TO A SLEEPING CHILD.

II.

THINE eyelids slept so beauteously, I deem'd
No eyes could wake so beautiful as they :
Thy rosy cheeks in such still slumbers lay,
I loved their peacefulness, nor ever dream'd
Of dimples; for those parted lips so seem'd,
I never thought a smile could sweetlier play,
Nor that so graceful life could chase away
Thy graceful death, till those blue eyes upbeam'd
Now slumber lies in dimpled eddies drown'd,
And roses bloom more rosily for joy,

And odorous silence ripens into sound,
And fingers move to sound,—All-beauteous boy!
How thou dost waken into smiles, and prove,
If not more lovely, thou art more like Love!

IX.

THE World is with me, and its many cares,
Its woes-its wants-the anxious hopes and fears
That wait on all terrestrial affairs-

The shades of former and of future years—
Foreboding fancies, and prophetic tears,
Quelling a spirit that was once elate.

Heavens! what a wilderness the world appears, Where Youth, and Mirth, and Health are out of

date;

But no-a laugh of innocence and joy
Resounds, like music of the fairy race,

And, gladly turning from the world's annoy,
I gaze upon a little radiant face,

And bless, internally, the merry boy

Who "makes a son-shine in a shady place."
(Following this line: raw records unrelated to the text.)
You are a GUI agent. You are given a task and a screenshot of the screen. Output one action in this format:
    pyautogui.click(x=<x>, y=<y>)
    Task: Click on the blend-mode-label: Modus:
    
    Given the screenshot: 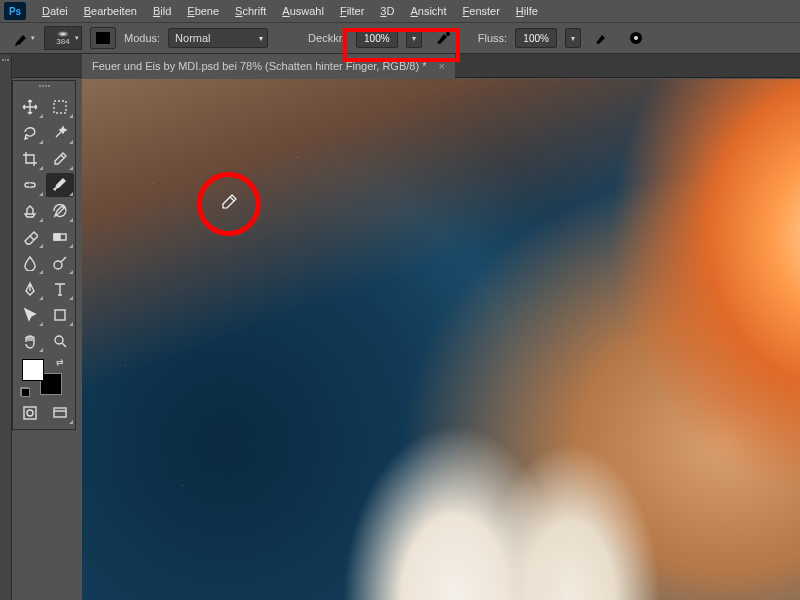 What is the action you would take?
    pyautogui.click(x=142, y=38)
    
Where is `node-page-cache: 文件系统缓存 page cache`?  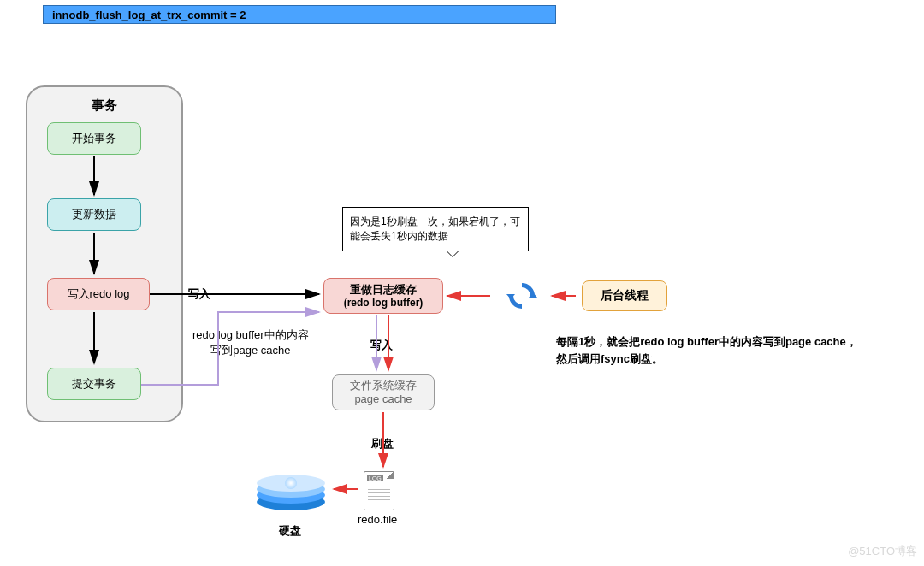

WRITTEN IN A VOLUME OF SHAKSPEARE.

How bravely Autumn paints upon the sky
The gorgeous fame of Summer which is fled!
Hues of all flow'rs that in their ashes lie,
Trophied in that fair light whereon they fed,
Tulip, and hyacinth, and sweet rose red,—
Like exhalations from the leafy mould,
Look here how honour glorifies the dead,
And warms their scutcheons with a glance of
gold!-

Such is the memory of poets old,

Who on Parnassus' hill have bloom'd elate;
Now they are laid under their marbles cold,

And turn'd to clay, whereof they were create;
But God Apollo hath them all enroll'd,
And blazon'd on the very clouds of fate!

II.

TO FANCY.

MOST delicate Ariel! submissive thing,
Won by the mind's high magic to its hest,----

Invisible embassy, or secret guest,-
Weighing the light air on a lighter wing;-
Whether into the midnight moon, to bring
Illuminate visions to the eye of rest,-
Or rich romances from the florid West,-
Or to the sea, for mystic whispering,-
Still by thy charm'd allegiance to the will,
The fruitful wishes prosper in the brain,
As by the fingering of fairy skill,-
Moonlight, and waters, and soft music's strain,
Odours, and blooms, and my Miranda's smile,
Making this dull world an enchanted isle.

III.

TO AN ENTHUSIAST.

YOUNG ardent soul, graced with fair Nature's truth,

Spring warmth of heart, and fervency of mind,
And still a large late love of all thy kind,

Spite of the world's cold practice and Time's tooth,
For all these gifts, I know not, in fair sooth,
Whether to give thee joy, or bid thee blind
Thine eyes with tears,-that thou hast not resign'd
The passionate fire and freshness of thy youth:
For as the current of thy life shall flow,
Gilded by shine of sun or shadow-stain'd,
Through flow'ry valley or unwholesome fen,
Thrice blessed in thy joy, or in thy woe
Thrice cursed of thy race,-thou art ordain'd
To share beyond the lot of common men.

IV.

It is not death, that sometime in a sigh

This eloquent breath shall take its speechless flight;

That sometime these bright stars, that now reply In sunlight to the sun, shall set in night;

That this warm conscious flesh shall perish quite, And all life's ruddy springs forget to flow;

That thoughts shall cease, and the immortal spright
Be lapp'd in alien clay and laid below;

It is not death to know this, but to know
That pious thoughts, which visit at new graves
In tender pilgrimage, will cease to go
So duly and so oft,-and when grass waves
Over the past-away, there may be then
No resurrection in the minds of men.

V.

By ev'ry sweet tradition of true hearts,
Graven by Time, in love with his own lore;
By all old martyrdoms and antique smarts,
Wherein Love died to be alive the more;
Yea, by the sad impression on the shore,
Left by the drown'd Leander, to endear
That coast forever, where the billow's roar
Moaneth for pity in the Poet's ear;
By Hero's faith, and the foreboding tear
That quench'd her brand's last twinkle in its fall;
By Sappho's leap, and the low rustling fear
That sigh'd around her flight; I swear by all,
The world shall find such pattern in my act,
As if Love's great examples still were lack'd.